KGT: I spent a good chunk of my hot desk researching and reflecting and thinking about the Country the Centre for Stories lives on. I read about the wetlands that became swamps over a period of colonisation, and the connection between Country and memory. At one point, Luisa (who works at the Centre) said she’d just had a conversation with somebody on the theme of wetlands too. Wetlands kept coming up again and again, and became a major theme in one of the short stories I wrote for my hot desk. It also added this extra dimension of connection to this Country we were working on, to wander the streets from the Centre to the Re-Store imagining your knees deep in water and bullrushes.  

CFS: Based on your experiences in the writing industry, including your hot desk at Centre for Stories, what advice would you give to writers who are starting out or are unsure where to start?  

KGT: Find friends and community to share your creative practice with. Writing doesn’t need to be a solitary experience, and I find the trope of the lone genius kind of dull. My work is always so much richer when I can bounce ideas off other people and get honest feedback.  

CFS: Centre for Stories is about taking things at your own pace, working with others, and providing a safe place for all. How has this space enabled you to think and explore your work?  

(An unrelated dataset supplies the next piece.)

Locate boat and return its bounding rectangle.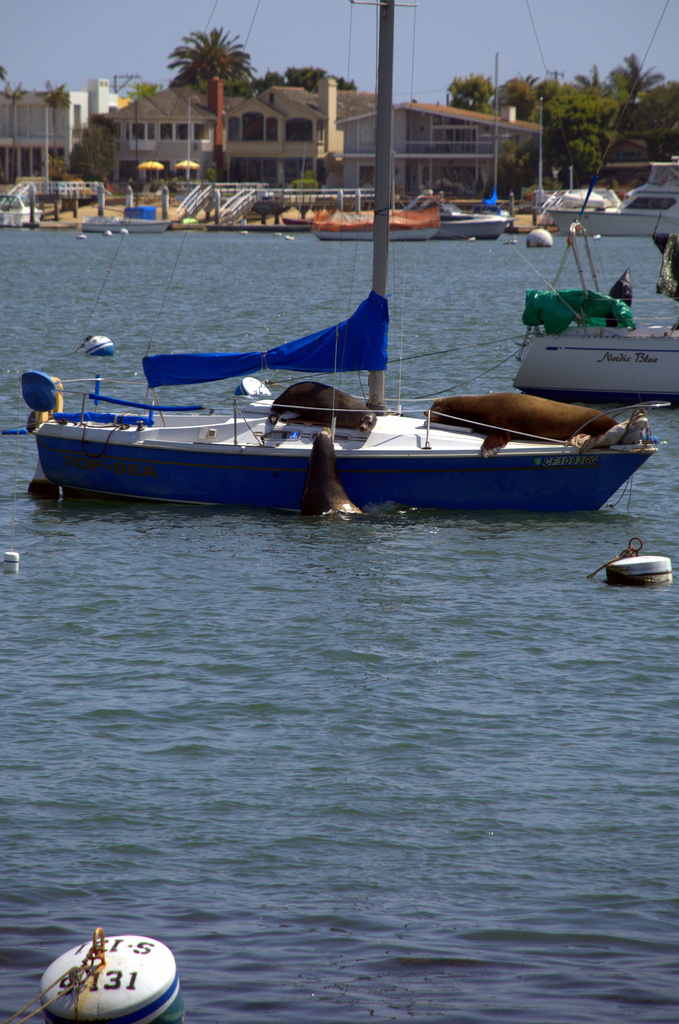
l=527, t=226, r=551, b=247.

KGT: The First Nations Write Night has been a huge gift, and I am so grateful for the creative guidance from Luisa and Casey, as well as the incredible company of other blak writers. I often struggle to find my place inside the traditionally Western and male-dominated genre of science fiction, so the spaces created by the Centre provide an enormous amount of strength and grounding for me to feel confident in my writing.  

CFS: What will you be working on next?  

KGT: More poetry, more short stories, and a post-collapse speculative fiction novel set in Boorloo/Perth.  

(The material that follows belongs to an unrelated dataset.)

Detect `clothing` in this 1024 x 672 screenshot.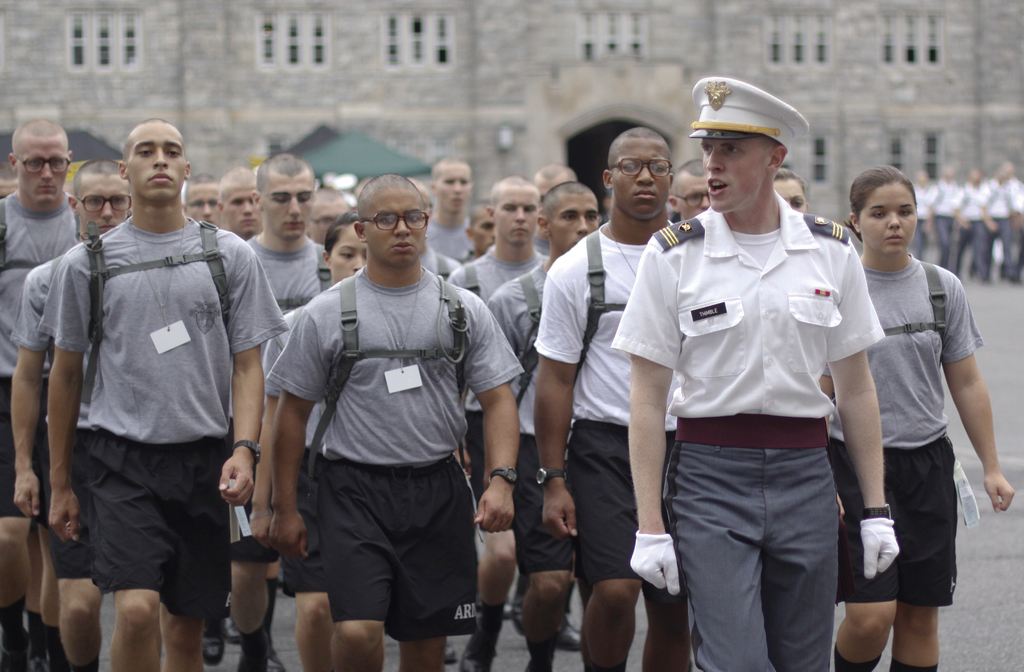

Kathryn Gledhill-Tucker is a Nyungar technologist, writer, digital rights activist living on Whadjuk Noongar boodjar. Their creative practice explores the intersection of activism, science-fiction, and technology in imagining radical futures and ushering them into existence. Kat’s work has appeared in Cordite, Running Dog, Red Room Poetry, and the short story ‘Protocols of Transference’ can be found in the blak speculative fiction anthology This All Come Back Now, published by UQP in 2022. 

Writing Change, Writing Inclusion is Centre for Stories’ signature writing program for 2021 to 2024. Generously funded by The Ian Potter Foundation, Australia Council for the Arts, My Place, and Centre for Stories Founders Circle, this writing program features mentoring, hot desk, and publication opportunities for emerging writers from culturally and linguistically diverse backgrounds and/or Aboriginal and/or Torres Strait Islander backgrounds.


Copyright © 2024 Kathryn Gledhill-Tucker.

These stories have been licensed to the Centre for Stories by the Storyteller. For reproduction and distribution of these stories, please contact the Centre for Stories.

This interview was published on 6 March 2024.